The Fifth Patient 2 1/2 stars

Nick Chinlund, Isaach De Bankole, Brendan Fehr

Directed by Amir Mann

Shows again June 12 at 3 p.m.

A man wakes up in a run-down hospital in a tiny African nation with no idea of who he is or how he got there. Various shadowy figures interrogate him, accusing him of unspecified crimes. He must piece his life together while convincing his captors not to kill him.

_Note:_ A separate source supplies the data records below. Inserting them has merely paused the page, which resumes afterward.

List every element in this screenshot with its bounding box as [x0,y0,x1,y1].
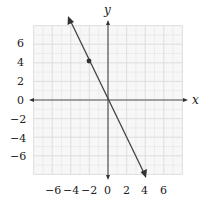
y-axis-arrow-up-icon [106,20,110,25]
x-tick: 2 [123,184,130,197]
y-tick: −6 [10,150,26,163]
x-axis-arrow-right-icon [183,98,188,102]
y-tick: 0 [17,94,24,107]
line-arrow-up-icon [68,16,75,25]
y-tick-labels: 6 4 2 0 −2 −4 −6 [10,37,26,163]
x-tick-labels: −6 −4 −2 0 2 4 6 [45,184,167,197]
x-tick: −4 [63,184,79,197]
x-tick: 0 [104,184,111,197]
y-axis-arrow-down-icon [106,175,110,180]
y-tick: 6 [17,37,24,50]
x-axis-arrow-left-icon [29,98,34,102]
y-tick: 4 [17,56,24,69]
y-tick: −2 [10,113,26,126]
x-axis-label: x [192,93,199,107]
coordinate-plane: x y −6 −4 −2 0 2 4 6 6 4 2 0 −2 −4 −6 [0,0,202,201]
x-tick: −6 [45,184,61,197]
data-point [87,59,92,64]
y-tick: −4 [10,132,26,145]
y-axis-label: y [103,3,111,17]
y-tick: 2 [17,75,24,88]
x-tick: 4 [141,184,148,197]
x-tick: 6 [160,184,167,197]
x-tick: −2 [81,184,97,197]
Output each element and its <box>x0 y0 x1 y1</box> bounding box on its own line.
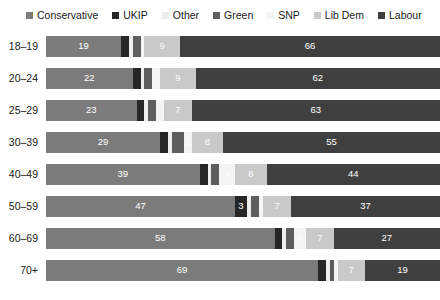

This is an immediate and engrossing set-up, similar to the basic template for plenty of thrillers, and it lends The Fifth Patient a certain momentum that lasts more than halfway through the film, until writer-director Mann starts providing some answers about why exactly his main character (Chinlund) is in Africa, and what his mysterious tormentors and/or allies are trying to get out of him. As the possible spy begins to regain bits and pieces of his memory, along the way becoming more confident in his own espionage skills, the film resembles The Bourne Identity on a smaller scale. Chinlund has the looks and charisma of a young Harrison Ford, and he carries the movie well as he and the viewers embark on the same search for the truth.

Unfortunately, the truth we end up with is convoluted and unsatisfying, and the more Mann reveals the less interesting the movie becomes. He’s got a good visual style and a knack for creating suspense; he’d probably do well to direct a thriller that a stronger screenwriter had constructed with a little more narrative sturdiness.